A Good Friday Agreement
We agreed this misty morning that no one should die this year, that we shall live to see winter and summer, autumn, spring and the following years, our life rolling on the hard crust like a devil’s ball, On and On and On, ab initio; a beautiful thing crawling like a purple butterfly crawling on the dust, morphing into sand; an endless cyclone, surprising in its silence and potency of overcoming decay. We have measured the breadth of our hearts, to ensure it would withstand the whip of the wind; a recluse of time, a basket of pain escaping the cunning clutches of heaviness, trying to gorge out our bodies for a fall. We will stand on the top of this mountain to proclaim how we have decreed death away by twisting desire and despair out of our souls, ensuring that we no longer eat the food of flesh, but abolish hunger, banish thirst, and abstain from every temptation to spin our heads into something lived in pleasure. Now that we have signed away our death, is immortality the thing that picks us up?
*****
My Body is a Museum
I should have known that mosquitoes have so much blood when I splashed them against my body. Air has never fallen on my lungs the way cockroaches drop their wings at the breath or touch of a body, mired in such a deep silence that their dying breath is a song. My knees fall to the ground not for the prayer I wanted to shout but when the burden drags me down, there is nothing like a casting down. I pleaded with the moon to come down and sweep away my blues with a broom and brush off these dead skin bogging me towards the open grave, if I must ascend to the sky with light as clear as Heaven without the clouds. I don't think you should blame me for dropping my cross on the ground, it’s all the lifting up I needed to flush out the rubble of my body. Hence, these flowers spring up, the daisies falling, the cacti collapsing, lilies coughing out dead roots, and ants crawling from every pore. When roses arrive with blood hands, they watch the moon hang its arms against the parapet of the sun. No more will my body wither without water, nor my eyes grow wet without wind, but the vicissitudes of grace will follow me when spiders crawl in to mock my ruin. I donated my living body to God, and all you can see are pews and altars, strongholds like crossroads and a psalm.
About the Poet:
Jonathan Chibuike Ukah is a Pushcart-nominated poet living in the United Kingdom. His poems have been featured in Unleash Lit, The Pierian, Propel Magazine, Atticus Review, The Journal of Undiscovered Poets and elsewhere. He won the third Prize in the Voices of Lincoln Poetry Contest in 2024 and the Alexander Pope Poetry Award in 2023. His second collection, I Blame My Ancestors, published by Kingsman Quarterly in July 2024 was a Second runner-up at the Black Diaspora Poetry Slam in 2024. He was the Editor’s Choice Prize Winner of Unleash Lit in 2024. He was shortlisted for the Minds Shine Bright Poetry Prize 2024 and was the Second Poetry Prize Winner at the Streetlights Poetry Prize in 2024.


Task requirements> Line by line, repeat all the material exactly as it appears.

Provided data>
____

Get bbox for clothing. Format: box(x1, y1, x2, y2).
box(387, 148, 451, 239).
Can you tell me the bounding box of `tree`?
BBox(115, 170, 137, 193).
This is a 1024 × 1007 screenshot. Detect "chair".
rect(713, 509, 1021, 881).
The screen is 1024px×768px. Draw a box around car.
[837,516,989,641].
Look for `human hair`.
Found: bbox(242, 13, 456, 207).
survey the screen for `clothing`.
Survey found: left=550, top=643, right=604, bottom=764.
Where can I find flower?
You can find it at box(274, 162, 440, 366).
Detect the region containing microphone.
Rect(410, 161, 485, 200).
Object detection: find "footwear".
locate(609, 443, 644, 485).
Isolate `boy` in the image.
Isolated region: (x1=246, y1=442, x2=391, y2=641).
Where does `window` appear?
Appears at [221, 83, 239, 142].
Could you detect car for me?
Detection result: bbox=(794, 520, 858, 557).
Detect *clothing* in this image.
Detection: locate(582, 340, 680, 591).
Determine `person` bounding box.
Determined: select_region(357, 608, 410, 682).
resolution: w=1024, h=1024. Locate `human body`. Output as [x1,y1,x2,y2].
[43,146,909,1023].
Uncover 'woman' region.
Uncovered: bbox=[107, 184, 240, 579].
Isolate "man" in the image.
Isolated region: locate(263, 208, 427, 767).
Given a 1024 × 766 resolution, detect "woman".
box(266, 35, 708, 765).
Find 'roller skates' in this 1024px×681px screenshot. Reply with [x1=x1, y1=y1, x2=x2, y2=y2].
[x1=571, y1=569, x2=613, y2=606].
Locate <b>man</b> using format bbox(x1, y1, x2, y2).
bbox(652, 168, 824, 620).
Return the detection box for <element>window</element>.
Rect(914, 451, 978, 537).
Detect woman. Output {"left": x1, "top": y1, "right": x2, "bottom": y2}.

____

Task solution>
Get bbox for clothing. Format: box(x1, y1, x2, y2).
box(387, 148, 451, 239).
Can you tell me the bounding box of `tree`?
BBox(115, 170, 137, 193).
This is a 1024 × 1007 screenshot. Detect "chair".
rect(713, 509, 1021, 881).
The screen is 1024px×768px. Draw a box around car.
[837,516,989,641].
Look for `human hair`.
Found: bbox(242, 13, 456, 207).
survey the screen for `clothing`.
Survey found: left=550, top=643, right=604, bottom=764.
Where can I find flower?
You can find it at box(274, 162, 440, 366).
Detect the region containing microphone.
Rect(410, 161, 485, 200).
Object detection: find "footwear".
locate(609, 443, 644, 485).
Isolate `boy` in the image.
Isolated region: (x1=246, y1=442, x2=391, y2=641).
Where does `window` appear?
Appears at [221, 83, 239, 142].
Could you detect car for me?
Detection result: bbox=(794, 520, 858, 557).
Detect *clothing* in this image.
Detection: locate(582, 340, 680, 591).
Determine `person` bounding box.
Determined: select_region(357, 608, 410, 682).
resolution: w=1024, h=1024. Locate `human body`. Output as [x1,y1,x2,y2].
[43,146,909,1023].
Uncover 'woman' region.
Uncovered: bbox=[107, 184, 240, 579].
Isolate "man" in the image.
Isolated region: locate(263, 208, 427, 767).
Given a 1024 × 766 resolution, detect "woman".
box(266, 35, 708, 765).
Find 'roller skates' in this 1024px×681px screenshot. Reply with [x1=x1, y1=y1, x2=x2, y2=y2].
[x1=571, y1=569, x2=613, y2=606].
Locate <b>man</b> using format bbox(x1, y1, x2, y2).
bbox(652, 168, 824, 620).
Return the detection box for <element>window</element>.
Rect(914, 451, 978, 537).
Detect woman. Output {"left": x1, "top": y1, "right": x2, "bottom": y2}.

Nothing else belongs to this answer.